Wednesday, September 14, 2011

KEEPING PROMISES

One of the big issues floating around right now is the problems companies and units of government are having meeting the pensions which they have promised to past and current workers. We hear that this or that public pension fund is way underfunded, or that such and such corporation went through bankruptcy in order to shed long term pension responsibilities and if it's not your pension they're talking about we just sort of move on with life. But it is somebody's pension and breaking that promise to a worker carries harm far beyond that worker alone.


Pensions, either private or public, are simply a future benefit earned by today's work. It's a promise to the worker that funds, either from the worker, the employer, or both will be set aside to be given to the worker when he or she retires. At least that is the intent. Of course, we've heard for years about this or that union boss or politician who raided the union's pension fund for their own gain. So now we have 401ks and defined contribution pensions and all manner of other vehicles to provide the benefit and avoid the graft. But what about the promise itself?

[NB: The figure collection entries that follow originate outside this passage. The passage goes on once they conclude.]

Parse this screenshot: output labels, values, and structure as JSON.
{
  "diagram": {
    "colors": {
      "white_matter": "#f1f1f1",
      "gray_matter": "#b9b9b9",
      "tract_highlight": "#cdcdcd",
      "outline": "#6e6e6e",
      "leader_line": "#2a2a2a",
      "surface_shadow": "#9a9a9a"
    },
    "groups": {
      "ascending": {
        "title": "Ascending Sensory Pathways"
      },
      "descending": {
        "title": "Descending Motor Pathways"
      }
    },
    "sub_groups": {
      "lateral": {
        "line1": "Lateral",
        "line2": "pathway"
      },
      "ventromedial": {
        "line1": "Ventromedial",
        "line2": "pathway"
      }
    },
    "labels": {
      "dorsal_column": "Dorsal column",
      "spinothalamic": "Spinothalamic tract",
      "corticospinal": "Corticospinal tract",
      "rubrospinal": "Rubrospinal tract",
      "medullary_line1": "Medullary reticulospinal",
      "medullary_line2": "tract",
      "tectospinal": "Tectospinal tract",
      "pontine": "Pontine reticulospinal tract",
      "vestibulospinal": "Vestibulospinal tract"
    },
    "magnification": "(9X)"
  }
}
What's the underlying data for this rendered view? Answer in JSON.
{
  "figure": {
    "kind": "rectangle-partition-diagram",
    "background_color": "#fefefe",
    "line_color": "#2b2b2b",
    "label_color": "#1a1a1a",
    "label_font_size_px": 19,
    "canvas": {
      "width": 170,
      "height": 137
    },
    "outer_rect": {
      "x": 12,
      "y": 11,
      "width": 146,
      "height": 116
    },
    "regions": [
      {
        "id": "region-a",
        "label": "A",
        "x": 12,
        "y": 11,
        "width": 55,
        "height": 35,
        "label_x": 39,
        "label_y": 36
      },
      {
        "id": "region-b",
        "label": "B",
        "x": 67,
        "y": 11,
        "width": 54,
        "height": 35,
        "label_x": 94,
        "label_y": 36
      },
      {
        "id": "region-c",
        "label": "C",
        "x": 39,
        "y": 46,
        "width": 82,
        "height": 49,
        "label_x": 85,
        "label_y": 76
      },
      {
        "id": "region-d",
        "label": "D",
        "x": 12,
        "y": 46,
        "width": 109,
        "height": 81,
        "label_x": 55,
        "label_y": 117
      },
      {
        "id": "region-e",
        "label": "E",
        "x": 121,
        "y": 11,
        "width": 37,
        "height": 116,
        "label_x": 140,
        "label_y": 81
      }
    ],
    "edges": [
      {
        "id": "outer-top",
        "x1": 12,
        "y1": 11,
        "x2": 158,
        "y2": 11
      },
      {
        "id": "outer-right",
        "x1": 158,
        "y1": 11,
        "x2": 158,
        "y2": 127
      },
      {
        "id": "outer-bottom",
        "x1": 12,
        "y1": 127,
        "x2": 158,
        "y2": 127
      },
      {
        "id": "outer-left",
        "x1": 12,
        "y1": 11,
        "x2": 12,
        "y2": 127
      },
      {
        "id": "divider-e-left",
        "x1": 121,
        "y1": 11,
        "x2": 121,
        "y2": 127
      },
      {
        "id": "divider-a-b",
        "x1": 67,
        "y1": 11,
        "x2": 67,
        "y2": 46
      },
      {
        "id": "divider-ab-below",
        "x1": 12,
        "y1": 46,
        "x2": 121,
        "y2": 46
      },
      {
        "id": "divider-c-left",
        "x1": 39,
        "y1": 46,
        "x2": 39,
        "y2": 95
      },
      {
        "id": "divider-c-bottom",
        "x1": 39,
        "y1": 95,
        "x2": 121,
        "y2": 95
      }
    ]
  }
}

It must be remembered that a worker, and her family, whether consciously or not, took the promise of a benefit into account when accepting the job in the first place. That was one of the reasons that government jobs were considered by many to be real plum employment. The government pensions were great.

But now we are in the age of the disappearing pension. Funds are under funded. Public pensions are seen as an undeserved perk for already over paid drains upon the body politic.Workers with 20 or 30 years in worry if they will get any of what has been promised and fear for their future. And that fear is where the harm spreads to the whole economy.


As I, and just about anyone looking at the state of the economy who avoids Fox News, have said repeatedly, we are in a demand crisis. Before the Great Recession 70% of the US economy was consumer spending. Now I have heard some on both the right and left applauding the recent upsurge in consumer saving (from less than 0% to 5%) and in so doing framing the consumption vs. saving argument in moralistic terms. It would be wrong, they say, to go back to our wicked excessive consumption ways. Now, whether it's wrong, wicked or even evil to be a consumer is not for me to say. But anyone who thinks that our broken economy is going to turn around just because folks are putting a little away for a rainy day is, in a word, deluded! It is not possible to transform a consumer driven economy into a saving and investing economy over night. Or even over decades. It can't be done. If we are going to recover it is going to have to be because people start to consume again. Buy things. Use things up and then buy more. That's what we are as a country and we are not going to change any time soon.


The problem is, when someone worries that the pension that they have been promised won't be there when they retire, they don't spend the money that they have. They start to hold on to it. And that means less demand in a demand driven economy.


I have little hope that this state of affairs will change any time soon, but I think we really need a national conversation about promise keeping. That to me is the morality problem we face, not whether or not someone is putting a little back. The threat of losing one's pension thus sweeps across the entire retail landscape. And if that threat, as most do, impacts thousands or hundreds of thousands of workers, like teachers and police and firefighters, then that threat can hold our whole economy back.


You want stability in our broken economy Mr. Politician? Stabilize the countries pension nightmare first. That stability will then spread. Just like the fear.